Putin also described for the first time how he was affected personally by the tough economic times that followed the Soviet collapse, when Russia suffered double-digit inflation.

Vladimir Putin says he drove taxi for survival after collapse of Soviet Union

MOSCOW: President Vladimir Putin has lamented the collapse of the Soviet Union three decades ago as the demise of what he called "historical Russia". Putin, now the powerful leader in Russia, also said that the economic crisis that followed was so bad that he was forced to moonlight as a taxi driver.

Putin`s comments, released by state TV on Sunday, are likely to further fuel speculation about his foreign policy intentions among his critics, who accuse him of planning to recreate the Soviet Union and of contemplating an attack on Ukraine, a notion the Kremlin has dismissed as fear-mongering.

"It was a disintegration of historical Russia under the name of the Soviet Union," Putin said of the 1991 breakup, in comments aired on Sunday as part of a documentary film called "Russia. New History", the RIA state news agency reported.

Putin also described for the first time how he was affected personally by the tough economic times that followed the Soviet collapse, when Russia suffered double-digit inflation.

"Sometimes (I) had to moonlight and drive a taxi. It is unpleasant to talk about this but, unfortunately, this also took place," the President said.

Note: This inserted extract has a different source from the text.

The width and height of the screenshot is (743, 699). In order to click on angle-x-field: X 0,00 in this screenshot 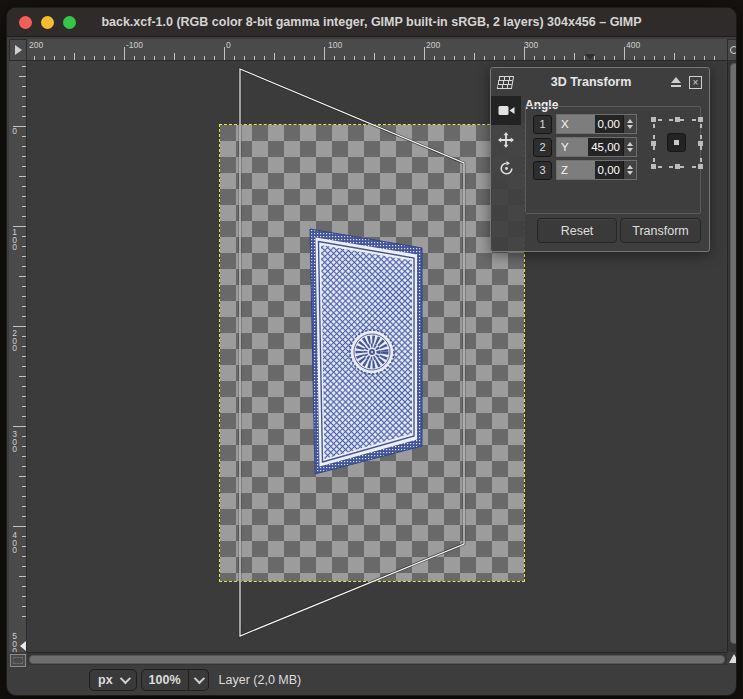, I will do `click(596, 124)`.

Putin, who served in the Soviet-era KGB, has previously called the collapse of the Soviet Union, which was ruled from Moscow, as the "greatest geopolitical catastrophe" of the 20th century, but his new comments show how he viewed it specifically as a setback for Russian power.

Ukraine was one of 15 Soviet republics and Putin used an article of more than 5,000 words published on the Kremlin website this year to set out why he believed Russia`s southern neighbour and its people were an integral part of Russian history and culture.

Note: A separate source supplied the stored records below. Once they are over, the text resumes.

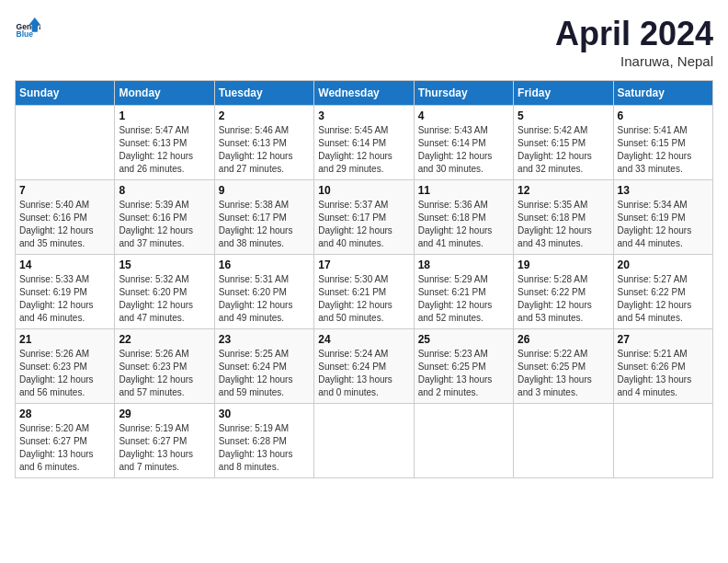 Image resolution: width=728 pixels, height=563 pixels. I want to click on day-info: Sunrise: 5:45 AM Sunset: 6:14 PM Dayligh…, so click(364, 150).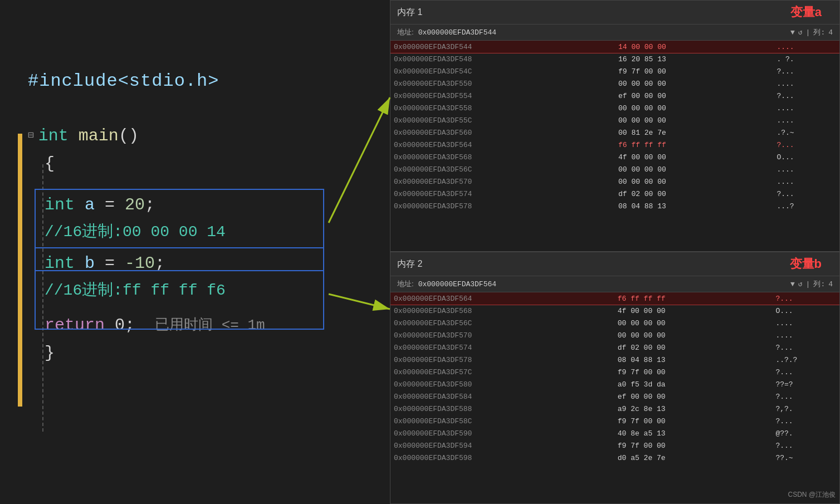  Describe the element at coordinates (502, 47) in the screenshot. I see `memory1-cell-addr: 0x000000EFDA3DF544` at that location.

This view is rejected by Kyiv as a politically motivated and over-simplified version of history.

The West has accused Russia of massing tens of thousands of troops near Ukraine in preparation for a possible attack as soon as January, and the Group of Seven wealthy democracies was set to warn Moscow on Sunday of massive consequences and severe costs if it attacked Ukraine.

The Kremlin has said Russia has no plans to launch a fresh attack on Ukraine and that the West appears to have convinced itself of Moscow`s aggressive intentions based on what it calls false Western media stories.

Russia annexed Ukraine`s Crimea region in 2014 and has backed separatists who took control of a swath of eastern Ukraine that same year and continue to fight Ukrainian government forces.